(Stored data entries)
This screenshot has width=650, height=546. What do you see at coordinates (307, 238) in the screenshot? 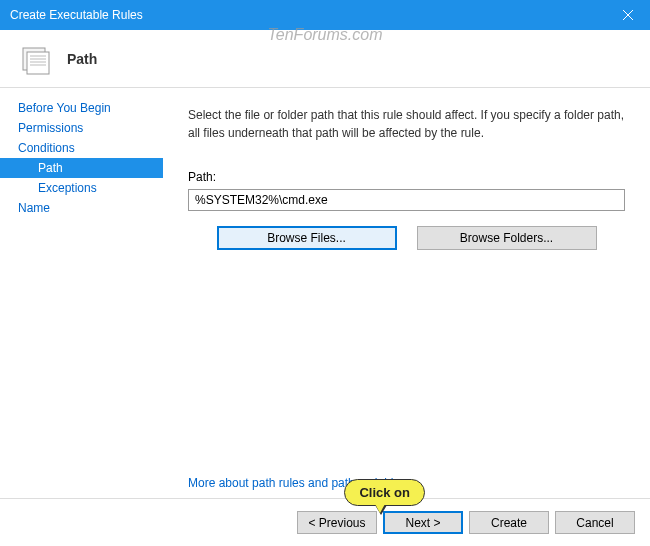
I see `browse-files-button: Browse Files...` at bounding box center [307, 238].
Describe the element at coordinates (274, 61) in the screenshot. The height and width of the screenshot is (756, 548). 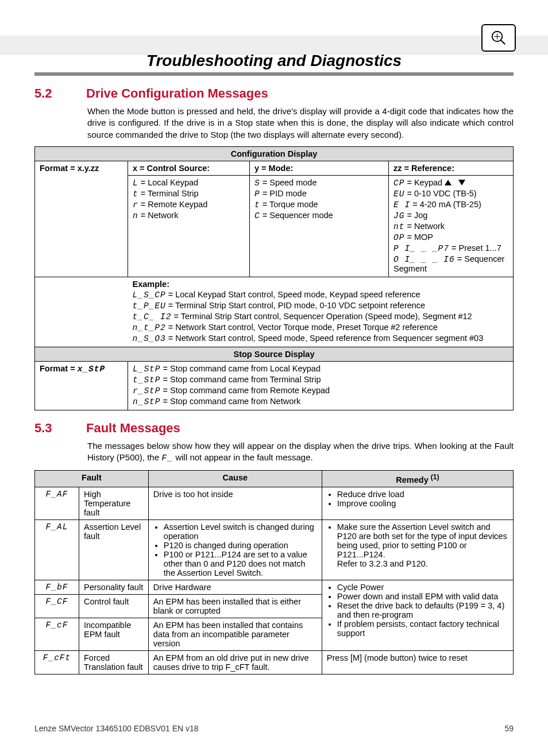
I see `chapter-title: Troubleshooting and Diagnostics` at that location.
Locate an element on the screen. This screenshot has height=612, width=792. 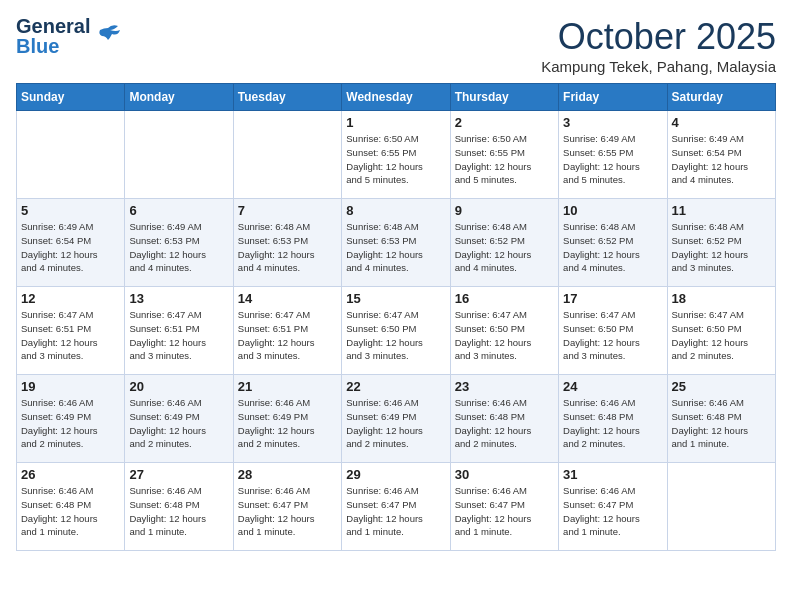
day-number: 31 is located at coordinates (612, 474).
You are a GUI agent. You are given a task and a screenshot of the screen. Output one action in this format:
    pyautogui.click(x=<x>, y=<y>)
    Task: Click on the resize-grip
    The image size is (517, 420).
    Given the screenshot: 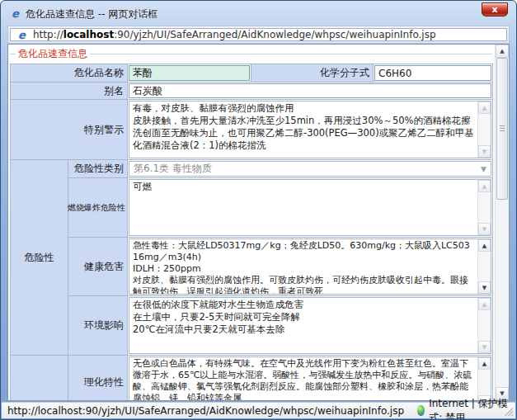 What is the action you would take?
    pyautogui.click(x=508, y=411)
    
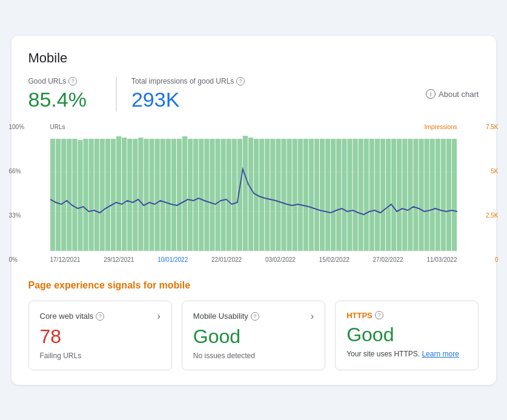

### TASK REQUIREMENTS
Now transcribe the lines above exactly, starting at the line containing "Locate an element" and ending at the line containing "Task: Click on the resize-grip", both lines included, pictures excluded.

### ANSWER AREA
Locate an element on the screen. This screenshot has height=612, width=792. 
day-number: 31 is located at coordinates (612, 474).
You are a GUI agent. You are given a task and a screenshot of the screen. Output one action in this format:
    pyautogui.click(x=<x>, y=<y>)
    Task: Click on the resize-grip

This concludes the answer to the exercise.